Bad Behavior Cost Mutual Fund Investors 8 Percentage Points in 2014: Dalbar
Lou Harvey laments the scarcity and necessity of advisors’ client hand-holding

From: thinkadvisor.com

Calling all conscientious advisors: Dalbar’s latest investor behavior study shows — for the 21st time actually — that investors are their own worst enemies and that good advisors who step up and manage investor behavior can be their best friends.

The Boston-based consulting firm just released its famous Qualitative Analysis of Investor Behavior (QAIB) study, now in its 21st annual edition, and it once again exposes a wide gap between investment returns — the return of a benchmark index — and the much smaller returns that mutual fund investors actually captured.

So, for example, the S&P 500 delivered returns of 13.69% in 2014 but the average equity mutual fund investor brought home returns of just 5.5%, leaving an 8.19-point margin on the table, as it were.

The performance gap was proportionately starker in the case of bond investors. The Barclays Aggregate Bond Index ended 2014 up 5.97%, more than 5 times the 1.16% clocked by the average fixed-income mutual fund investor.

Long-term returns exhibit the same pattern, albeit on a compounded basis. The S&P 500 returned an average of 9.85% per year compared with the 5.19% average annual return of stock fund investors through the 20 years ending December 31, 2014.

Dalbar has always pinned the performance gap to bad investor behavior — such as selling in panic and buying amid the elevated prices accompanying investor euphoria; clearly, gaps of this size result from more than the fact that actual products (vs. indexes) have associated fees.

But the financial services consulting firm usually mines the data for unique insights each year, and its current study draws a line between ill-timed trading and what Dalbar calls “maximum impact events.”

So, looking at cumulative 30-year data, advisors will be unsurprised to find that the months exhibiting the most acute underperformance coincided with market meltdowns or turning points.

The worst gap occurred in October 2008 when the S&P 500 lost 16.8% but investors lost 24.21%, leaving a gap of -7.41 points.

While the report provides numerous insights and conclusions about and for investors, ThinkAdvisor contacted Dalbar president and CEO Lou Harvey to ask about the key lessons advisors can extract from decades of analysis of unremitting investor missteps.

His overriding conclusion:

“We all need a hand to hold at some point,” he says, and it is specifically the advisor’s hand that is needed to restrain investors from acting imprudently during maximum impact events.

Since it is known that these events will occur, even if their timing of course is not known, it is incumbent on good advisors to prepare for them.

Interestingly, and perhaps surprisingly, by preparation Harvey does not at all mean through prior investor education, which he regards as wholly inadequate to addressing the fear felt in real-time when a maximum impact event is occurring.

Rather, the advisor must plan in advance to have calming messages for clients and to deliver them the day, or day after, the triggering event. The messages must be delivered when the fear is being felt, they must relate directly to the event triggering the fear and they must assure recovery.

To any advisors consumed by apocalyptic fears that such a recovery may not take place, the Dalbar report responds:

“Such a possibility would also make the risk of overpromising irrelevant, since the investment business itself would cease to exist!”

More broadly, and beyond the current report, Harvey counsels advisors:

“It is useful to recognize you have three broad types of clients: One is the investor who is simply interested in return; how much you can make for me and the more you make for me the merrier.

“Then you have the protect and grow investor; that’s where the asset allocation [e.g. balanced] funds come in. Frankly [this second group is] the larger group.

“Third, you have clients who say ‘don’t tell me anything, just don’t lose a nickel.’ That’s the safety-conscious investor,” Harvey says.

Harvey opines that risk-tolerance questionnaires work best for the second group — “because they recognize there’s a balance, there’s an upside and a downside. Recognize that you don’t have a homogeny of clients.”

Interestingly, Harvey suggests such questionnaires might be well directed at advisors themselves, so that they can match their own temperament to similar clients.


§ EXERCISE BRIEF:
Which lines of the entries below hold the word "options"? Report each of them.

SUPPLIED DATA START

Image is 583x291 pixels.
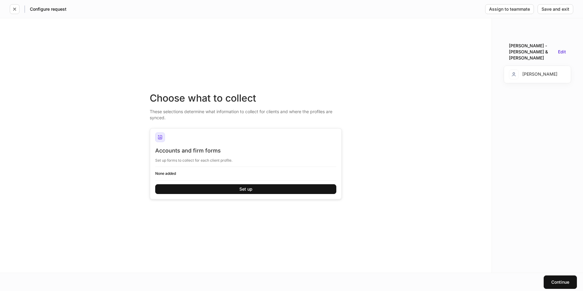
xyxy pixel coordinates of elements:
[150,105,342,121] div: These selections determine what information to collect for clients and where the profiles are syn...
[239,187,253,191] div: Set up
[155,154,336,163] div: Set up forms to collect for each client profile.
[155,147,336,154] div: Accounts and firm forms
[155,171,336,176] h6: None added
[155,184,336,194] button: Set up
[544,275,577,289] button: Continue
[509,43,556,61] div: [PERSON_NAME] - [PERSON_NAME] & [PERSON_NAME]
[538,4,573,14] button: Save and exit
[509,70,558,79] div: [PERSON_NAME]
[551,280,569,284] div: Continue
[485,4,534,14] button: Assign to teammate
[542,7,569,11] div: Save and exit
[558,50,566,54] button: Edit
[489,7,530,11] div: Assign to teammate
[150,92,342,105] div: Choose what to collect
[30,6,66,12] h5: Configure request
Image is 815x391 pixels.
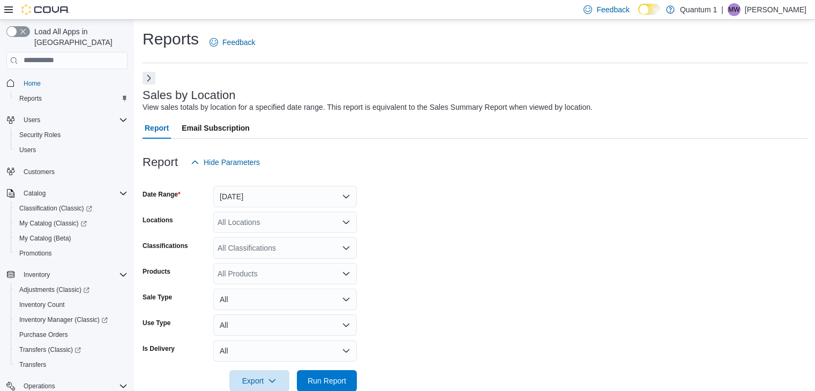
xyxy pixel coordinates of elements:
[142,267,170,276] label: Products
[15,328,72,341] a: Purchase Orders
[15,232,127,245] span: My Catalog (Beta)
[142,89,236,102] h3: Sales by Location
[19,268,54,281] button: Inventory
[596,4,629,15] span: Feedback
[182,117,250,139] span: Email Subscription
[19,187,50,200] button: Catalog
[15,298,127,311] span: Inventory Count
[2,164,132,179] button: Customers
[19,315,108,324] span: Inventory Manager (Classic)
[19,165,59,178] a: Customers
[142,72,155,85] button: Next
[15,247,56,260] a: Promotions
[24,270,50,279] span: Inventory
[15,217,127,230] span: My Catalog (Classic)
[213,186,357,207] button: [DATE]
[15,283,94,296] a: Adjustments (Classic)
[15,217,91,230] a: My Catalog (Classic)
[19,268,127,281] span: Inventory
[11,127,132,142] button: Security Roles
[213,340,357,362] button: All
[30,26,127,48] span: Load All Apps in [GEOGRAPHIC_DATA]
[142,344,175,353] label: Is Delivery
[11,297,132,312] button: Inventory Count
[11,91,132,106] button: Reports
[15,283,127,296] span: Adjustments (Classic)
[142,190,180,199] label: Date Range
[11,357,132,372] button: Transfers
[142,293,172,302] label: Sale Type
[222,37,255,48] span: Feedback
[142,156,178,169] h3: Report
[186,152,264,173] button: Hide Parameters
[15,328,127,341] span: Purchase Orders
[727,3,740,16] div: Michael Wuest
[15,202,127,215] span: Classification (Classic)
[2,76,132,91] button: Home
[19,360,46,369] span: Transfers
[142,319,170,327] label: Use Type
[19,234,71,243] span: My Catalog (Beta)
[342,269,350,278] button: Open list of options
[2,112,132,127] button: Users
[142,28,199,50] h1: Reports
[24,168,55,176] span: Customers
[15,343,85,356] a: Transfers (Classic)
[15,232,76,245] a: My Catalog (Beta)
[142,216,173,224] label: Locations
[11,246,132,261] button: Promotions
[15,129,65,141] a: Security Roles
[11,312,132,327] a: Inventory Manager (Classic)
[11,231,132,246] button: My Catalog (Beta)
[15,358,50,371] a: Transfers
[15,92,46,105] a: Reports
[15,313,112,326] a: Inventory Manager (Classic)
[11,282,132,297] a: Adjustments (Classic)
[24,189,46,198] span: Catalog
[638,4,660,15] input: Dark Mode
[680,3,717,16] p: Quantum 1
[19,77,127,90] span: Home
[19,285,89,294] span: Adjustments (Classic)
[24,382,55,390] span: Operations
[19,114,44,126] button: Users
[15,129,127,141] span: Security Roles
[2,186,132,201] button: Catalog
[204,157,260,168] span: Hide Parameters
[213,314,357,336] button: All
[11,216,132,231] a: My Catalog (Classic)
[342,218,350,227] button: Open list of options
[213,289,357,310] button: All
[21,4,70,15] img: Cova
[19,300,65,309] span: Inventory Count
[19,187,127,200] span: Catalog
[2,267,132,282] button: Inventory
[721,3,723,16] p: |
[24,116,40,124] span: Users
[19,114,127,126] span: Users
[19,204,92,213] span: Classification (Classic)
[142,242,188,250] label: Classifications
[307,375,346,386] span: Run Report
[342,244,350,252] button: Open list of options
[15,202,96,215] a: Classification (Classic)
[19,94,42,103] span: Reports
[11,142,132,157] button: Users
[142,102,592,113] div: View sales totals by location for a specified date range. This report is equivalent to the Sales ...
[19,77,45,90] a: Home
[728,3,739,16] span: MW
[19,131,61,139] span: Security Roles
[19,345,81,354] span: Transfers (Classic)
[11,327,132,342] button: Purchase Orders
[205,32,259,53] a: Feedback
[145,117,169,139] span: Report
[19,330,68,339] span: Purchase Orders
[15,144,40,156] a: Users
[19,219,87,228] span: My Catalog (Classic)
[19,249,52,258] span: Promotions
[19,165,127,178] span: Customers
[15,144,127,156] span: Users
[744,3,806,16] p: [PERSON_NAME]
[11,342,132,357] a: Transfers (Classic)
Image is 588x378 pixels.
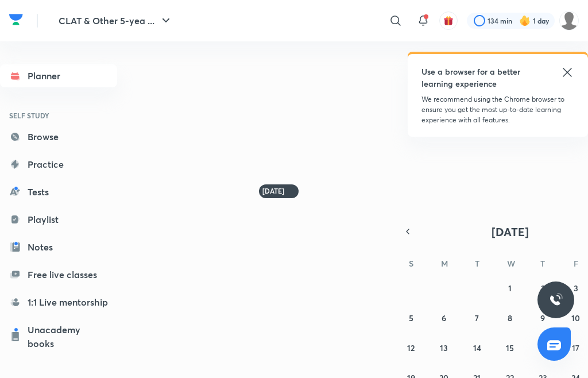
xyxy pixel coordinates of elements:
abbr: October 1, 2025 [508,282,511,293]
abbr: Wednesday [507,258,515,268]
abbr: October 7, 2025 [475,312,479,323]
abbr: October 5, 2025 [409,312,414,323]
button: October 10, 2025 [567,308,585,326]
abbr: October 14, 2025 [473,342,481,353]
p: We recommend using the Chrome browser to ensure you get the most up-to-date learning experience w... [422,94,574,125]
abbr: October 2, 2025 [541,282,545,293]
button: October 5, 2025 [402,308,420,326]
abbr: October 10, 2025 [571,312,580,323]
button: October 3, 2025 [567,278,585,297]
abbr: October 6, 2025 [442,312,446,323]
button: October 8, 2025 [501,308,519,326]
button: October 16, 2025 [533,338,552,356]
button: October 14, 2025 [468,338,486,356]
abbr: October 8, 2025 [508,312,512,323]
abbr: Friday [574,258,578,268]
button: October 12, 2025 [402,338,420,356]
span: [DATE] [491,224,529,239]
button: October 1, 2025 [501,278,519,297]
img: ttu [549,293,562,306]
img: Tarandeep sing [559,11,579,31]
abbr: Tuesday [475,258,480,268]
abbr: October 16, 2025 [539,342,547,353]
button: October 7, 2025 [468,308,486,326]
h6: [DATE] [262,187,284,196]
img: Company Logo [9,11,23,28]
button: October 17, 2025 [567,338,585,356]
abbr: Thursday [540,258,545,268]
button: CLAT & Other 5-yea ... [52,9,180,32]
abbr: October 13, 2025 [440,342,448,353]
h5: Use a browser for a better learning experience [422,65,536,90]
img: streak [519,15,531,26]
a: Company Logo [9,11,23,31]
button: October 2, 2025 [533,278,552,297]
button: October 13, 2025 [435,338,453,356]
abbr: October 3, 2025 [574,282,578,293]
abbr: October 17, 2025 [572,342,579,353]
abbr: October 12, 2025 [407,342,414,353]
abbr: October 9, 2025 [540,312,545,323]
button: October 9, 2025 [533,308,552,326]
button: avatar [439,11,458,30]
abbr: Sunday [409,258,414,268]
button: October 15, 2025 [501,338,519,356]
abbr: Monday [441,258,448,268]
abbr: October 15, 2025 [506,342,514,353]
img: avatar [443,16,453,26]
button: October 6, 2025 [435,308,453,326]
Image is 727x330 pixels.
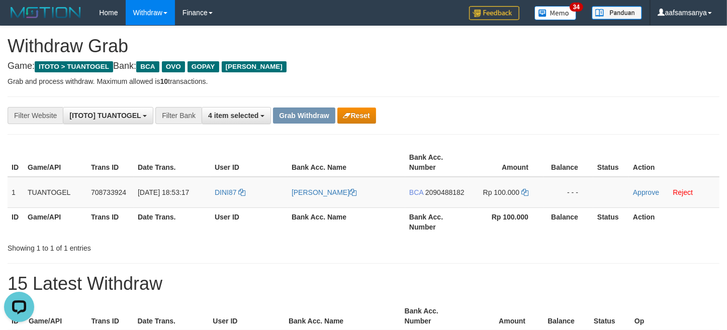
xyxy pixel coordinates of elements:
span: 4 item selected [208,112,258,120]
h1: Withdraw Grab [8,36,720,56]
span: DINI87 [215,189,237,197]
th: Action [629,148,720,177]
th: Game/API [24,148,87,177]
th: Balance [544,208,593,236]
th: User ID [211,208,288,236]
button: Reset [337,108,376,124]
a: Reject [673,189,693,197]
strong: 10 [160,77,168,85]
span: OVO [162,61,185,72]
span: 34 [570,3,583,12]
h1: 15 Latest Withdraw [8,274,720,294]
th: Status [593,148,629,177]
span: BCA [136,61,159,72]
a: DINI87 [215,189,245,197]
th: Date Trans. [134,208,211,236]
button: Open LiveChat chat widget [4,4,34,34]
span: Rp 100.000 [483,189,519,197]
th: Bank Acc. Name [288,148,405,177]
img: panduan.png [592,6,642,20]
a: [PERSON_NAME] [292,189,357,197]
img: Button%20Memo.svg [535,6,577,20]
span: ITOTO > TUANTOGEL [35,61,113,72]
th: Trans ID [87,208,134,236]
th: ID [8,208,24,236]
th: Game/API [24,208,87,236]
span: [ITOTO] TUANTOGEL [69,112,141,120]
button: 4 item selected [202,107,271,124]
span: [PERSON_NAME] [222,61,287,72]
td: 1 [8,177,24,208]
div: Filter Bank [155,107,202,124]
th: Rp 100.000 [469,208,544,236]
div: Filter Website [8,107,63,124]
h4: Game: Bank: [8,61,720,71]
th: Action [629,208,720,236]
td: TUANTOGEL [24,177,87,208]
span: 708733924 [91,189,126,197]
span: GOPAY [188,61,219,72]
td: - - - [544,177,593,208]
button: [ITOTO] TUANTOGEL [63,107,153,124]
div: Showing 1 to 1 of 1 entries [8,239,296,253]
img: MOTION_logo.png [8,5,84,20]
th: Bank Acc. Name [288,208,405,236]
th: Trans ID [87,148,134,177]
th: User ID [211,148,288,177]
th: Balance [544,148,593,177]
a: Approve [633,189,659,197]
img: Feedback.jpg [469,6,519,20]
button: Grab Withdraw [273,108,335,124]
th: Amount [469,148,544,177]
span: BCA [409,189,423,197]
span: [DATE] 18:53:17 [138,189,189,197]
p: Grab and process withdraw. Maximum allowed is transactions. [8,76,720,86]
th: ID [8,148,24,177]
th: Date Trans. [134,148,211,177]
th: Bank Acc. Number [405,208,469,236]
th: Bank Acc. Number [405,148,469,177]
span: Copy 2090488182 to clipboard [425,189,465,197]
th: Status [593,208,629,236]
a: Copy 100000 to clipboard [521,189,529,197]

SUPPLIED DATA END

§ WRITTEN SOLUTION:
[342,269,350,278] button: Open list of options
[342,218,350,227] button: Open list of options
[342,244,350,252] button: Open list of options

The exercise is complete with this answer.